Beyond good and bad: Reflexive imperativism, not evaluativism, explains valence
Thought: A Journal of Philosophy 9 (4):274-284 (2020)
Abstract
Evaluativism (Carruthers 2018) and reflexive imperativism (Barlassina and Hayward 2019) agree that valence—the (un)pleasantness of experiences—is a natural kind shared across all affective states. But they disagree about what valence is. For evaluativism, an experience is pleasant/unpleasant in virtue of representing its worldly object as good/bad; for reflexive imperativism, an experience is pleasant/unpleasant in virtue of commanding its subject to get more/less of itself. I argue that reflexive imperativism is superior to evaluativism according to Carruthers’s own standards. He maintains that a theory of valence should account for its phenomenology and role in imagination-based decision-making. I show that it is reflexive imperativism, rather than evaluativism, that fits this explanatory bill.
Categories
(categorize this paper)
DOI
PhilPapers/Archive ID
BARBGA-2
Upload history
Added to PP index
2020-10-15
Total views
133 ( #35,066 of 58,466 )
Recent downloads (6 months)
99 ( #6,313 of 58,466 )
2020-10-15
Total views
133 ( #35,066 of 58,466 )
Recent downloads (6 months)
99 ( #6,313 of 58,466 )
How can I increase my downloads?
Downloads since first upload
This graph includes both downloads from PhilArchive and clicks on external links on PhilPapers.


Prompt
Copy out the listing that follows exactly, dropping every picture.

● ● ● ● ●

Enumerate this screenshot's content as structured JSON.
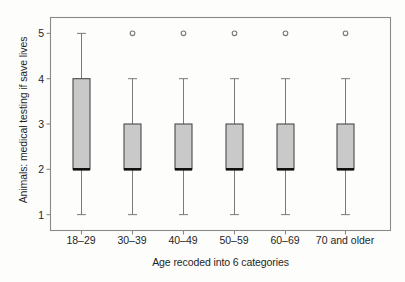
{
  "chart_data": {
    "type": "box",
    "title": "",
    "xlabel": "Age recoded into 6 categories",
    "ylabel": "Animals: medical testing if save lives",
    "ylim": [
      0.65,
      5.35
    ],
    "yticks": [
      1,
      2,
      3,
      4,
      5
    ],
    "ytick_labels": [
      "1",
      "2",
      "3",
      "4",
      "5"
    ],
    "grid": false,
    "legend": null,
    "categories": [
      "18–29",
      "30–39",
      "40–49",
      "50–59",
      "60–69",
      "70 and older"
    ],
    "boxes": [
      {
        "category": "18–29",
        "whisker_low": 1,
        "q1": 2,
        "median": 2,
        "q3": 4,
        "whisker_high": 5,
        "outliers": []
      },
      {
        "category": "30–39",
        "whisker_low": 1,
        "q1": 2,
        "median": 2,
        "q3": 3,
        "whisker_high": 4,
        "outliers": [
          5
        ]
      },
      {
        "category": "40–49",
        "whisker_low": 1,
        "q1": 2,
        "median": 2,
        "q3": 3,
        "whisker_high": 4,
        "outliers": [
          5
        ]
      },
      {
        "category": "50–59",
        "whisker_low": 1,
        "q1": 2,
        "median": 2,
        "q3": 3,
        "whisker_high": 4,
        "outliers": [
          5
        ]
      },
      {
        "category": "60–69",
        "whisker_low": 1,
        "q1": 2,
        "median": 2,
        "q3": 3,
        "whisker_high": 4,
        "outliers": [
          5
        ]
      },
      {
        "category": "70 and older",
        "whisker_low": 1,
        "q1": 2,
        "median": 2,
        "q3": 3,
        "whisker_high": 4,
        "outliers": [
          5
        ]
      }
    ],
    "colors": {
      "box_fill": "#c9c9c9",
      "box_edge": "#4a4a4a",
      "median": "#111111",
      "whisker": "#7a7a7a",
      "outlier_edge": "#7a7a7a",
      "frame": "#8a8a8a",
      "background": "#fdfdfc",
      "text": "#1f1f1f"
    }
  }
}
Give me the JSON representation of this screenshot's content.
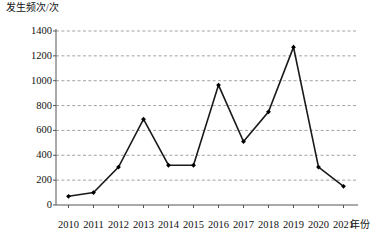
{
  "chart_data": {
    "type": "line",
    "title": "",
    "ylabel": "发生频次/次",
    "xlabel": "年份",
    "categories": [
      "2010",
      "2011",
      "2012",
      "2013",
      "2014",
      "2015",
      "2016",
      "2017",
      "2018",
      "2019",
      "2020",
      "2021"
    ],
    "values": [
      70,
      100,
      305,
      690,
      320,
      320,
      965,
      510,
      750,
      1270,
      305,
      150
    ],
    "series": [
      {
        "name": "发生频次",
        "values": [
          70,
          100,
          305,
          690,
          320,
          320,
          965,
          510,
          750,
          1270,
          305,
          150
        ]
      }
    ],
    "ylim": [
      0,
      1400
    ],
    "yticks": [
      0,
      200,
      400,
      600,
      800,
      1000,
      1200,
      1400
    ],
    "ytick_labels": [
      "0",
      "200",
      "400",
      "600",
      "800",
      "1000",
      "1200",
      "1400"
    ],
    "grid": "horizontal-dashed",
    "legend": "none",
    "line_color": "#1a1a1a",
    "marker_color": "#000000",
    "marker_shape": "diamond",
    "grid_color": "#8a8a8a",
    "axis_color": "#555555"
  }
}
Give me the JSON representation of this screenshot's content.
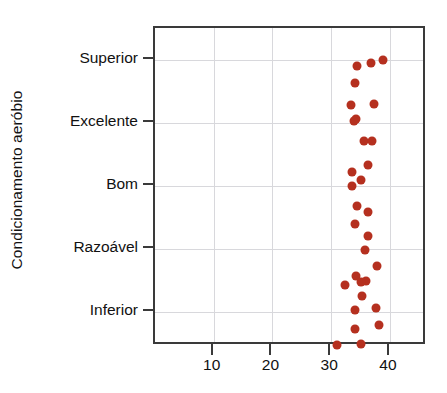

● ● ● ● ●

Response to this task
Enumerate this screenshot's content as structured JSON.
{
  "chart_data": {
    "type": "box",
    "title": "",
    "xlabel": "Age recoded into 6 categories",
    "ylabel": "Animals: medical testing if save lives",
    "ylim": [
      0.65,
      5.35
    ],
    "yticks": [
      1,
      2,
      3,
      4,
      5
    ],
    "ytick_labels": [
      "1",
      "2",
      "3",
      "4",
      "5"
    ],
    "grid": false,
    "legend": null,
    "categories": [
      "18–29",
      "30–39",
      "40–49",
      "50–59",
      "60–69",
      "70 and older"
    ],
    "boxes": [
      {
        "category": "18–29",
        "whisker_low": 1,
        "q1": 2,
        "median": 2,
        "q3": 4,
        "whisker_high": 5,
        "outliers": []
      },
      {
        "category": "30–39",
        "whisker_low": 1,
        "q1": 2,
        "median": 2,
        "q3": 3,
        "whisker_high": 4,
        "outliers": [
          5
        ]
      },
      {
        "category": "40–49",
        "whisker_low": 1,
        "q1": 2,
        "median": 2,
        "q3": 3,
        "whisker_high": 4,
        "outliers": [
          5
        ]
      },
      {
        "category": "50–59",
        "whisker_low": 1,
        "q1": 2,
        "median": 2,
        "q3": 3,
        "whisker_high": 4,
        "outliers": [
          5
        ]
      },
      {
        "category": "60–69",
        "whisker_low": 1,
        "q1": 2,
        "median": 2,
        "q3": 3,
        "whisker_high": 4,
        "outliers": [
          5
        ]
      },
      {
        "category": "70 and older",
        "whisker_low": 1,
        "q1": 2,
        "median": 2,
        "q3": 3,
        "whisker_high": 4,
        "outliers": [
          5
        ]
      }
    ],
    "colors": {
      "box_fill": "#c9c9c9",
      "box_edge": "#4a4a4a",
      "median": "#111111",
      "whisker": "#7a7a7a",
      "outlier_edge": "#7a7a7a",
      "frame": "#8a8a8a",
      "background": "#fdfdfc",
      "text": "#1f1f1f"
    }
  }
}
Give me the JSON representation of this screenshot's content.
{
  "chart_data": {
    "type": "line",
    "title": "",
    "ylabel": "发生频次/次",
    "xlabel": "年份",
    "categories": [
      "2010",
      "2011",
      "2012",
      "2013",
      "2014",
      "2015",
      "2016",
      "2017",
      "2018",
      "2019",
      "2020",
      "2021"
    ],
    "values": [
      70,
      100,
      305,
      690,
      320,
      320,
      965,
      510,
      750,
      1270,
      305,
      150
    ],
    "series": [
      {
        "name": "发生频次",
        "values": [
          70,
          100,
          305,
          690,
          320,
          320,
          965,
          510,
          750,
          1270,
          305,
          150
        ]
      }
    ],
    "ylim": [
      0,
      1400
    ],
    "yticks": [
      0,
      200,
      400,
      600,
      800,
      1000,
      1200,
      1400
    ],
    "ytick_labels": [
      "0",
      "200",
      "400",
      "600",
      "800",
      "1000",
      "1200",
      "1400"
    ],
    "grid": "horizontal-dashed",
    "legend": "none",
    "line_color": "#1a1a1a",
    "marker_color": "#000000",
    "marker_shape": "diamond",
    "grid_color": "#8a8a8a",
    "axis_color": "#555555"
  }
}
Give me the JSON representation of this screenshot's content.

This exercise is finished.